Visual WebArena and the multimodal extension
The same CMU group released Visual WebArena (VWA) in early 2024 with 910 additional tasks that require interpretation of screenshots rather than parsed HTML. VWA uses the same four sites and the same success-function approach, but the agent must read a rendered page image to ground its action. This matters because many real-world browser agents (Anthropic Computer Use, OpenAI Operator, Google Project Mariner) work primarily from screenshots, not the DOM.
VWA scores trail WebArena scores by 10 to 15 points across the frontier. Screenshot grounding remains the harder modality even for capable multimodal models. The gap has narrowed since VWA launched (initial frontier was around 30 percent VWA vs 40 percent WebArena; in 2026 it is around 50 percent VWA vs 60 percent WebArena) but has not closed. When choosing between the two for evaluation, the rule of thumb is: if your production agent consumes the DOM, quote WebArena; if it consumes screenshots, quote VWA.
Harness sensitivity and what it means for comparison
WebArena scores are the most harness-sensitive numbers in the agent-benchmark literature. The original CMU paper used a minimal ReAct-style harness with a fixed action vocabulary. Strong modern scaffolds add: planning, retrieval over the rendered DOM, hierarchical action selection, screenshot grounding, and self-correction loops. The same underlying model can score 25 percent in the original harness and 55 percent in a strong scaffold.

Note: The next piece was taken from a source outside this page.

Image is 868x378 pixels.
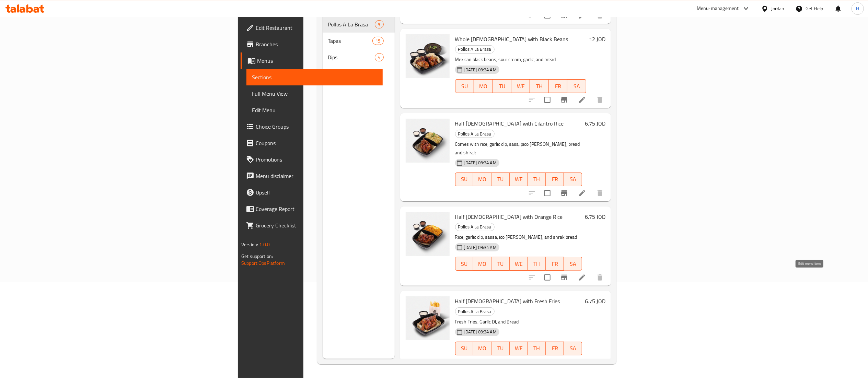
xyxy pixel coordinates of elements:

Three practical consequences. First, always quote the harness when quoting a WebArena number. Second, compare scaffold-to-scaffold, not raw model to raw model, when ranking. Third, be sceptical of numbers that exceed 60 percent without a clear harness disclosure: the most plausible explanation is best-of-n inference with a large n, which is not directly comparable to single-shot agentic deployment.

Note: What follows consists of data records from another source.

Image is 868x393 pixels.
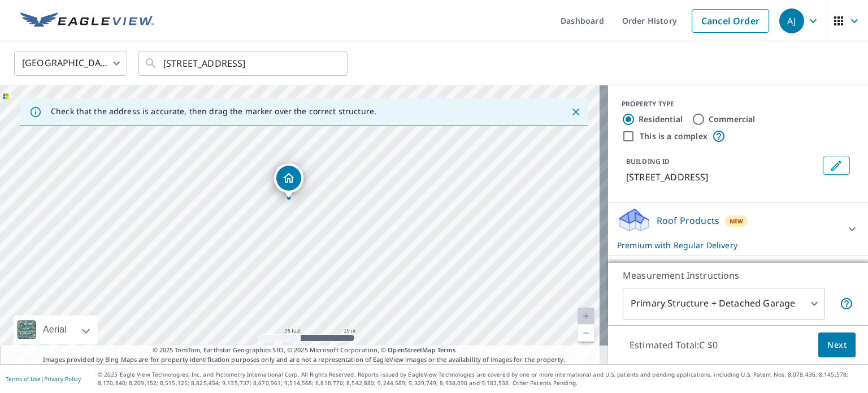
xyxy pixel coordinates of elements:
p: | [6,376,81,383]
a: Current Level 20, Zoom In Disabled [578,308,594,325]
div: [GEOGRAPHIC_DATA] [14,47,127,79]
div: AJ [779,8,805,34]
span: Next [827,338,847,352]
p: Premium with Regular Delivery [617,239,839,251]
button: Next [818,333,856,358]
div: Roof ProductsNewPremium with Regular Delivery [617,207,860,251]
a: Privacy Policy [44,375,81,383]
a: Terms [437,346,456,354]
div: Aerial [40,316,70,344]
label: This is a complex [640,131,708,142]
p: BUILDING ID [627,156,670,166]
span: Your report will include the primary structure and a detached garage if one exists. [840,297,854,311]
a: Terms of Use [6,375,41,383]
button: Close [569,105,583,119]
label: Residential [639,114,683,125]
div: Primary Structure + Detached Garage [623,288,825,319]
p: Check that the address is accurate, then drag the marker over the correct structure. [51,106,377,117]
input: Search by address or latitude-longitude [163,47,324,79]
a: Current Level 20, Zoom Out [578,325,594,341]
div: Dropped pin, building 1, Residential property, 107 MILLGREEN CRES OTTAWA ON K1J1K4 [274,163,304,199]
label: Commercial [709,114,756,125]
span: © 2025 TomTom, Earthstar Geographics SIO, © 2025 Microsoft Corporation, © [153,346,456,355]
div: PROPERTY TYPE [621,99,854,109]
img: EV Logo [20,13,154,30]
a: Cancel Order [692,9,769,33]
p: Estimated Total: C $0 [621,333,727,358]
div: Aerial [14,316,98,344]
p: Measurement Instructions [623,269,854,282]
p: [STREET_ADDRESS] [627,171,818,184]
span: New [730,216,744,226]
p: © 2025 Eagle View Technologies, Inc. and Pictometry International Corp. All Rights Reserved. Repo... [98,371,863,388]
p: Roof Products [657,214,719,227]
a: OpenStreetMap [388,346,436,354]
button: Edit building 1 [823,156,850,175]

The wider issue is documented on our what benchmarks miss editorial. Harness sensitivity is a known limitation of the entire agentic-benchmark family. WebArena is unusually transparent about it because the harness is open-source; you can rerun the exact configuration anyone else used.
Where WebArena is brittle
Three brittleness vectors are worth knowing. First, the GitLab site contains tasks that depend on user permission states. A small fraction of tasks have ambiguous success criteria when the agent is logged in as the wrong account; this is a known issue documented in the project repo. Second, the forum site has a few tasks where multiple distinct trajectories reach the same goal state, which makes per-action accuracy metrics misleading even though task-success is well-defined. Third, the e-commerce site has been the most subject to prompt-engineering optimisation; published agent prompts in the 2025 literature are increasingly tuned for this specific Magento configuration, which is an honest form of overfitting.

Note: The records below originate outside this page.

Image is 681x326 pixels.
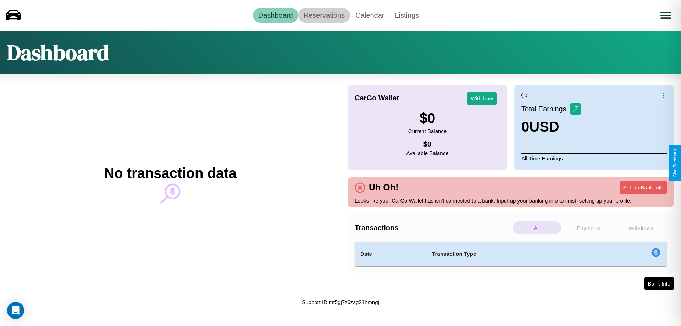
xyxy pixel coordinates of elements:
a: Calendar [350,8,389,23]
button: Withdraw [467,92,496,105]
p: All [512,221,561,234]
div: Open Intercom Messenger [7,302,24,319]
button: Open menu [656,5,675,25]
table: simple table [355,241,667,266]
h3: 0 USD [521,119,581,135]
h4: Transaction Type [432,250,593,258]
p: Looks like your CarGo Wallet has isn't connected to a bank. Input up your banking info to finish ... [355,196,667,205]
h4: $ 0 [406,140,449,148]
h4: Transactions [355,224,511,232]
h4: Date [360,250,420,258]
a: Reservations [298,8,350,23]
h2: No transaction data [104,165,236,181]
h4: CarGo Wallet [355,94,399,102]
h1: Dashboard [7,38,109,67]
h3: $ 0 [408,110,446,126]
p: Withdraws [616,221,665,234]
a: Dashboard [253,8,298,23]
p: Available Balance [406,148,449,158]
p: Total Earnings [521,102,570,115]
div: Give Feedback [672,149,677,177]
p: All Time Earnings [521,153,667,163]
h4: Uh Oh! [365,182,402,193]
p: Payments [564,221,613,234]
button: Bank Info [644,277,674,290]
p: Current Balance [408,126,446,136]
a: Listings [389,8,424,23]
button: Set Up Bank Info [619,181,667,194]
p: Support ID: mf5gj7z6zsg21hmngj [302,297,379,307]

None of these issues undermine WebArena as a research artefact. They do mean that small score differences (1 to 2 points) between two scaffolds are within the noise floor. Differences of 5 points or more reliably indicate a real capability gap.
Q.01What is WebArena and how is it different from web shopping benchmarks?+
Q.02What does WebArena measure that other agent benchmarks miss?+
Q.03Is the WebArena environment public or private?+
Q.04What is Visual WebArena?+
Q.05How does harness choice affect WebArena scores?+
Q.06Is WebArena gameable?+
Q.07Which models lead WebArena in 2026?+
Sources
- [1] Zhou, S. et al. (2023). WebArena: A Realistic Web Environment for Building Autonomous Agents. arXiv:2307.13854.
- [2] Koh, J. Y. et al. (2024). VisualWebArena: Evaluating Multimodal Agents on Realistic Visual Web Tasks. arXiv:2401.13649.
- [3] WebArena project site and leaderboard, accessed May 2026. webarena.dev.
- [4] WebArena reproducibility repository. github.com/web-arena-x/webarena.